Reputation: 3813
I'm using C++ for the first time from PHP. I was playing around with some code. To my understanding cin.get();
was suppose to stop the window from closing until I press a key, however it doesn't seem to be working because of the code before it, I don't know what the problem is. Here is my code:
#include <iostream>
#include <cstdlib>
using namespace std;
int multiply (int x, int y);
int main ()
{
int x;
int y;
cout << "Please enter two integers: ";
cin >> x >> y;
int total = multiply(x, y);
cout << total;
cin.get();
}
int multiply (int x, int y) {
return x*y;
}
Upvotes: 1
Views: 5376
Reputation: 31
You may use
cin.ignore(256,'\n');
just before the final
cin.get();
This discards the unintentional '\n' keyed in as part of reading x and y.

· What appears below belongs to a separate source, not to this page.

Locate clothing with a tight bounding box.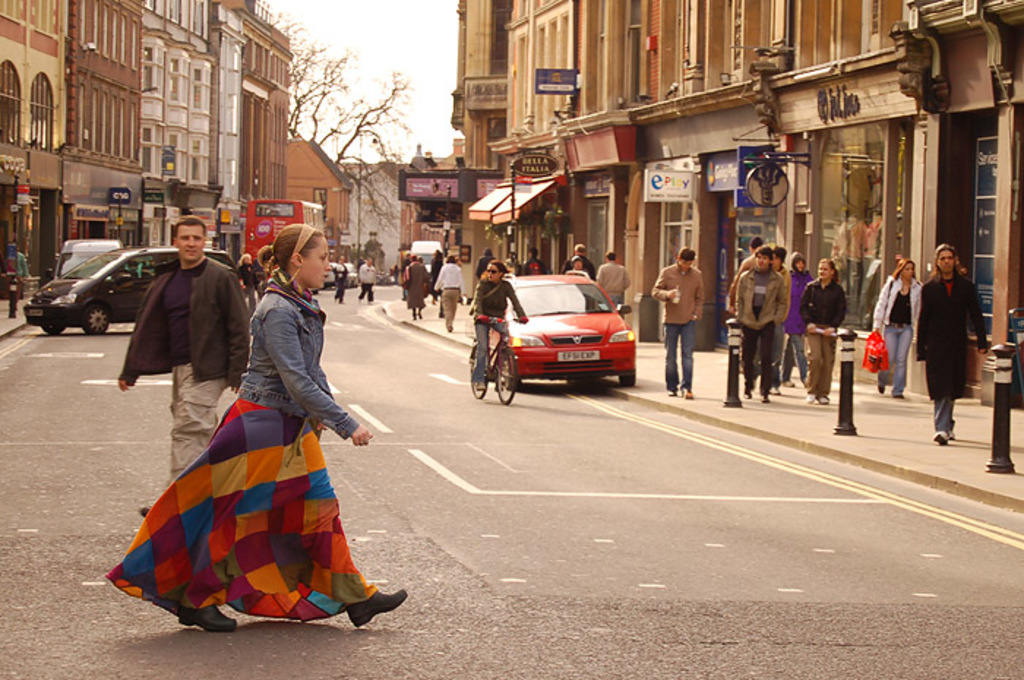
[x1=796, y1=275, x2=857, y2=405].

The page stops from closing till an additional key press as desired.
Upvotes: 3
Reputation: 8164
Put a
cin.ignore(numeric_limits<streamsize>::max(),'\n')
after >> x >> y;
(or before cin.get()
).
This flushes the buffer of cin
and deletes the pending \n
which is still there, because you cin
reads x and y but also reads the last return (after y). This gets read in when you call cin.get()

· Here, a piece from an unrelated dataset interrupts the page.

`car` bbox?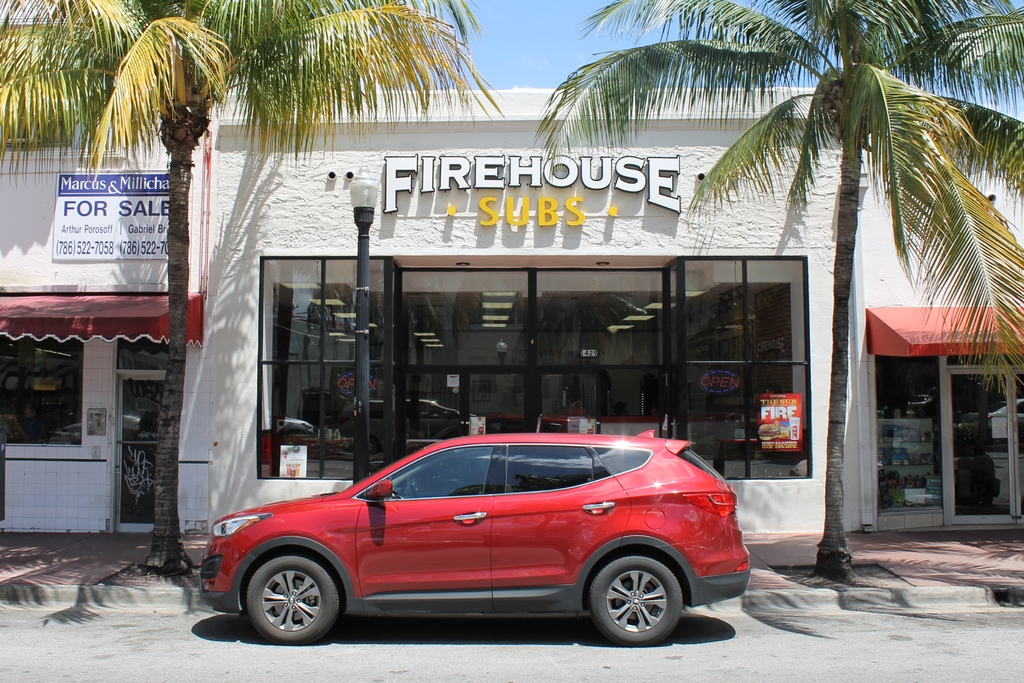
region(188, 435, 765, 650)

. If you flush the buffer cin.get()
will see an empty buffer and everything is fine.
Upvotes: 5
Reputation: 361792
It reads the newline character which is still left present in the input stream as the previous read could extract it from the stream.
See this:
cin >> x >> y;
It only reads two integers, but it doesn't read the newline character which was entered when you hit the button.